Current State of the Ozone Layer
Continued declines in ODS emissions are expected to result in a near complete recovery of the ozone layer near the middle of the 21st century. The long time scale for this recovery is due to the slow rate at which ODS are removed from the atmosphere by natural processes.
Many organizations monitor the status of the ozone layer:
This is the most recent World Meteorological Organization (WMO) and United Nations Environmental Programme (UNEP) assessment. It contains the most up-to-date understanding of ozone depletion and reflects the thinking of over 312 international scientific experts who contributed to its preparation and review. A related document provides Twenty Questions and Answers about the Ozone Layer: 2022 Update.
View a page from the National Oceanic and Atmospheric Administration (NOAA) Climate Prediction Center's website, which shows weekly updates of the hole.

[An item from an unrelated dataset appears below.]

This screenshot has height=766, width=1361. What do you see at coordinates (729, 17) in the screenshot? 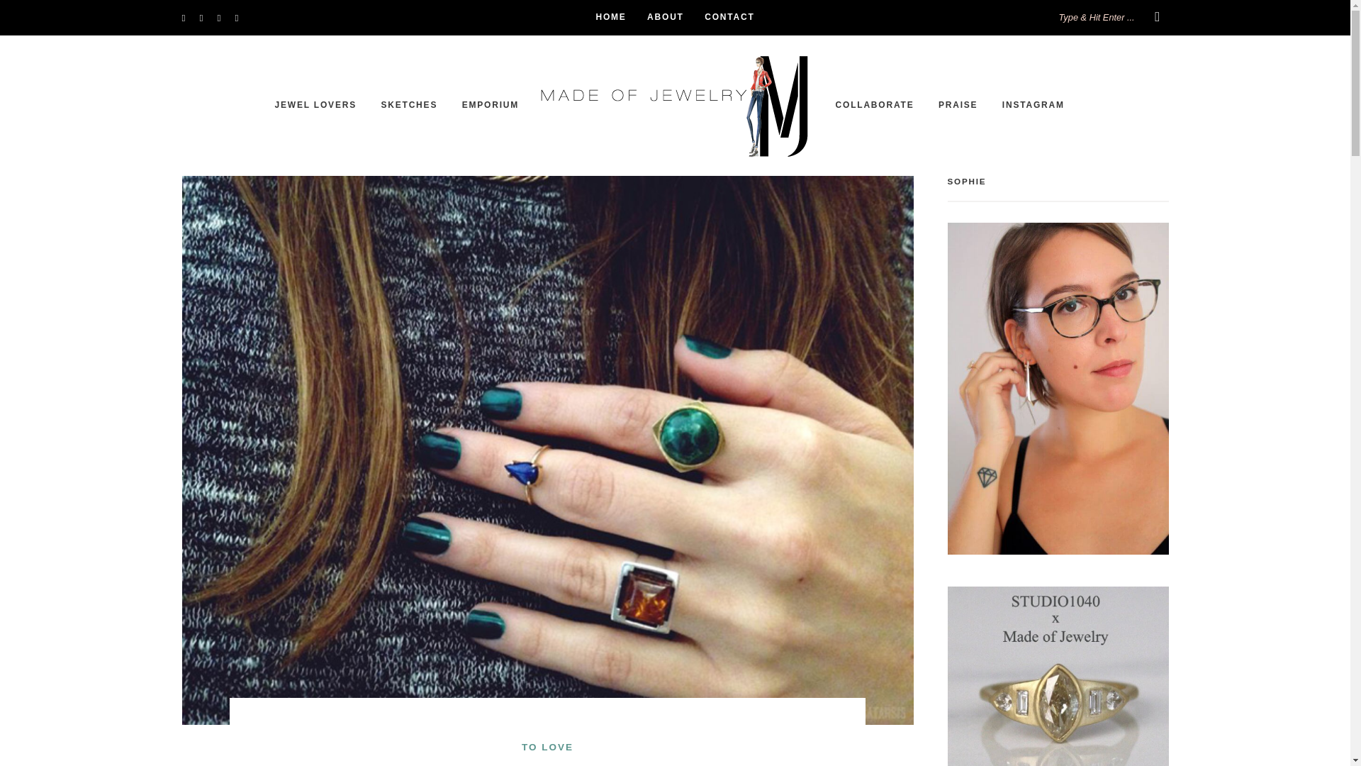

NOAA's Global Monitoring Laboratory conducts research on the depletion of the global stratospheric ozone layer and Antarctic ozone.
Provides current satellite ozone maps, the ultraviolet UV index bulletin, and other data and images.
Provides live data from satellites that monitor stratospheric ozone and UV radiation.
Includes information about WMO's atmospheric monitoring and research.
- NASA provides daily images, data, and information from satellite instruments that monitor the ozone layer and the ozone hole, a thinning break in the stratospheric ozone layer. Designation of amount of such depletion as an "ozone hole" is made when the detected amount of depletion exceeds fifty percent. Seasonal ozone holes have been observed over both the Antarctic and Arctic regions, part of Canada, and the extreme northeastern United States.
- National Aeronautics and Space Administration (NASA) Ozone Hole Watch
- United Nations Environment Programme's Ozone Secretariat. This website provides information on the Secretariat for the Vienna Convention for the Protection of the Ozone Layer, and the Montreal Protocol on Substances that Deplete the Ozone Layer .
- World Ozone and Ultraviolet Radiation Data Centre. Find ozone information from Environment Canada and the WMO.